Circulatory Fidelity measures the cost of factorization: the information lost when a system is decomposed into independent parts. When the connections carry more than the components, factorized analysis silently discards what matters. Validated across 41 scientific domains with 50,000+ empirical data points.
Modern science decomposes systems into independent parts — q(x, z) becomes q(x) · q(z). This is factorization: the mathematical operation that discards relational structure. It works spectacularly, and organisms evolved to do it cheaply. But when the connections between parts carry more information than the parts themselves, factorization silently discards what matters most.
Mean-field variational inference, the workhorse of modern Bayesian computation, approximates joint distributions as products of independent factors: q(z) = ∏i qi(zi). This explicitly discards all relational structure between variables.
When does this approximation fail?There is no free lunch in factorization. Every time we treat coupled variables as independent, we pay an information-theoretic cost, a cost that is invisible to the factorized analysis itself. The error grows silently and can be catastrophic.
How do we measure what we've lost?Even when we check for correlations, standard pairwise analysis misses coplexity. XOR-like dependencies, where three variables are tightly coupled but any two appear independent, are invisible to marginal observation.
IC₂ = 0 does not mean independenceBiological observers evolved under severe energy budgets. Pairwise observation is metabolically cheap; higher-order observation is expensive. The apparent rarity of coplex structure is a selection effect of methodology, not a fact about the world.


» **Description of the task**: What is the number of lines in the records below holding the string "Insumos"? Reply with it and nothing else.

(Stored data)
^^^^^^^^
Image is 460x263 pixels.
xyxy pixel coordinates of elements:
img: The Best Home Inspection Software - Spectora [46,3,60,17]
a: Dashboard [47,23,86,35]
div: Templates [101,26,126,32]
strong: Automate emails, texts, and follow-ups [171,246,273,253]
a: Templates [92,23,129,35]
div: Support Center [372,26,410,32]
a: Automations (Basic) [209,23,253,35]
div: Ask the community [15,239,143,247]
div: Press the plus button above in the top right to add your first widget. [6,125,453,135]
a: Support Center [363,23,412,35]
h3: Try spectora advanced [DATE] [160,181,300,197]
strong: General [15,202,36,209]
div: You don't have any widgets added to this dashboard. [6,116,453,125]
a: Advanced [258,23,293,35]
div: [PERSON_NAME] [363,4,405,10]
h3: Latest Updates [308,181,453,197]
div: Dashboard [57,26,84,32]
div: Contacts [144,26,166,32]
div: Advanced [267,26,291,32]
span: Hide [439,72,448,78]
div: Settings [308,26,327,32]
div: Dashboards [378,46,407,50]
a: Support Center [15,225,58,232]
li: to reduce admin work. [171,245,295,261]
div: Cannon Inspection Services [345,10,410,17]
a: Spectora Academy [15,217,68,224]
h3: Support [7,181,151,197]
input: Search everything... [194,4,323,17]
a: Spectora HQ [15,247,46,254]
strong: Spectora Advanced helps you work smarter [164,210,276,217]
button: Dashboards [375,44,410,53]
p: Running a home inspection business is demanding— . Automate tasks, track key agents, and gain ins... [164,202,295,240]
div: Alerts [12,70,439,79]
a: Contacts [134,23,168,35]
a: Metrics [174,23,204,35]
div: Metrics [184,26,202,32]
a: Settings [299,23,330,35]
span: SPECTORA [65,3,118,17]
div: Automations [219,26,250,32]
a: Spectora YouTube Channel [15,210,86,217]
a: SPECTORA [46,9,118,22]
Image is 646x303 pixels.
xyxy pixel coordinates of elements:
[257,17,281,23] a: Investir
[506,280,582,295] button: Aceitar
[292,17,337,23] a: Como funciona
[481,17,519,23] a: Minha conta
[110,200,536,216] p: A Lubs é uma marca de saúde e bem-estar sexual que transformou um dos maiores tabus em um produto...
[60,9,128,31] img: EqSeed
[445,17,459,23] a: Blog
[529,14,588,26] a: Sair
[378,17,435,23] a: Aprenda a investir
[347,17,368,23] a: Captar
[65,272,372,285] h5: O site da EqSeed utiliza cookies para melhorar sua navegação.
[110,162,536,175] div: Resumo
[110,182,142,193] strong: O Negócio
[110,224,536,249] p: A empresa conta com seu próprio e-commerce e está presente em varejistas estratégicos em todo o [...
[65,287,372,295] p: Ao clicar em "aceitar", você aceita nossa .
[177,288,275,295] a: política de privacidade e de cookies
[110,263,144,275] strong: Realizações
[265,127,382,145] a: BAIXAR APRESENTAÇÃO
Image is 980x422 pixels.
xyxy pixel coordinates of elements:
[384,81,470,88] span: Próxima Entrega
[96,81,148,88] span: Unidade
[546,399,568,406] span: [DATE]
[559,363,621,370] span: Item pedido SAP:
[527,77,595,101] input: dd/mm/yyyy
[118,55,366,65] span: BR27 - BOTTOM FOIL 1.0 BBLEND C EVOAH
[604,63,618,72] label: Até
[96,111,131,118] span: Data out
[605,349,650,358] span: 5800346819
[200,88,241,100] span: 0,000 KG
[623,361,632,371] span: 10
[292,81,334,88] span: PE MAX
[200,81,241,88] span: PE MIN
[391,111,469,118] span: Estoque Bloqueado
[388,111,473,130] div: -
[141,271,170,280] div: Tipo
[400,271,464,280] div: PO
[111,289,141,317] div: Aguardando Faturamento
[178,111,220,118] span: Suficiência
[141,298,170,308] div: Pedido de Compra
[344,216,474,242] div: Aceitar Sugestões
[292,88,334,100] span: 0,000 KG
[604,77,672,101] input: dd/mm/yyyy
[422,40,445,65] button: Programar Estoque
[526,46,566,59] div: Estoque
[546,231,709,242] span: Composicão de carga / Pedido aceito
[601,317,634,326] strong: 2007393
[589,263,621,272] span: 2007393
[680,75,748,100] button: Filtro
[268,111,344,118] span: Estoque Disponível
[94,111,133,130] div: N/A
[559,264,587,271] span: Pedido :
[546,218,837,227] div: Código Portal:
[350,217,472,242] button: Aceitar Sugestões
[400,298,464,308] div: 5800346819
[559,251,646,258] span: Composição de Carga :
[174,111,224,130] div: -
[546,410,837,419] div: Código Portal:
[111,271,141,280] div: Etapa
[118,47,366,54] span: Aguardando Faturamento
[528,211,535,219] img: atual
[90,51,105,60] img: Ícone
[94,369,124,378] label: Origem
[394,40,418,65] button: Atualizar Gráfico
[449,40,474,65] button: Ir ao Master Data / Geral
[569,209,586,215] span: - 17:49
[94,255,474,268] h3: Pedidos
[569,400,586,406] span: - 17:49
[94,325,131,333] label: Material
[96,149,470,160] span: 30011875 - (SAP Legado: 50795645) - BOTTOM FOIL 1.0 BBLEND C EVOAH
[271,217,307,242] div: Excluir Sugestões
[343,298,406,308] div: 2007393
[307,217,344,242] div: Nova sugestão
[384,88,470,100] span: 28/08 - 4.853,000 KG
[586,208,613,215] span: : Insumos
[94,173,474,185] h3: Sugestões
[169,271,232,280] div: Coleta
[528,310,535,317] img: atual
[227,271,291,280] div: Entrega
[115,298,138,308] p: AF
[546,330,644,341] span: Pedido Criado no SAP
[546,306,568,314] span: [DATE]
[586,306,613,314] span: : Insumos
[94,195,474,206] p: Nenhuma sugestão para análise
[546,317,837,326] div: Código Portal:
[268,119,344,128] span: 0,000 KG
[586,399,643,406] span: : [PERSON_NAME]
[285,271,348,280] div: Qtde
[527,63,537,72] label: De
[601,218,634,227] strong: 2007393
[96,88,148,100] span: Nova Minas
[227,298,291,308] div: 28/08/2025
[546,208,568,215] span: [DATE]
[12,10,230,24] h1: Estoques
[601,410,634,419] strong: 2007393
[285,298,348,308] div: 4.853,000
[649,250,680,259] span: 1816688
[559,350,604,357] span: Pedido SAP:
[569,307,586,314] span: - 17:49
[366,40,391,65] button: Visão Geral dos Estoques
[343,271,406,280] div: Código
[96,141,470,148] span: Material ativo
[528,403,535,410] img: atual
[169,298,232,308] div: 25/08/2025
^^^^^^^^
» **Expected answer**: 2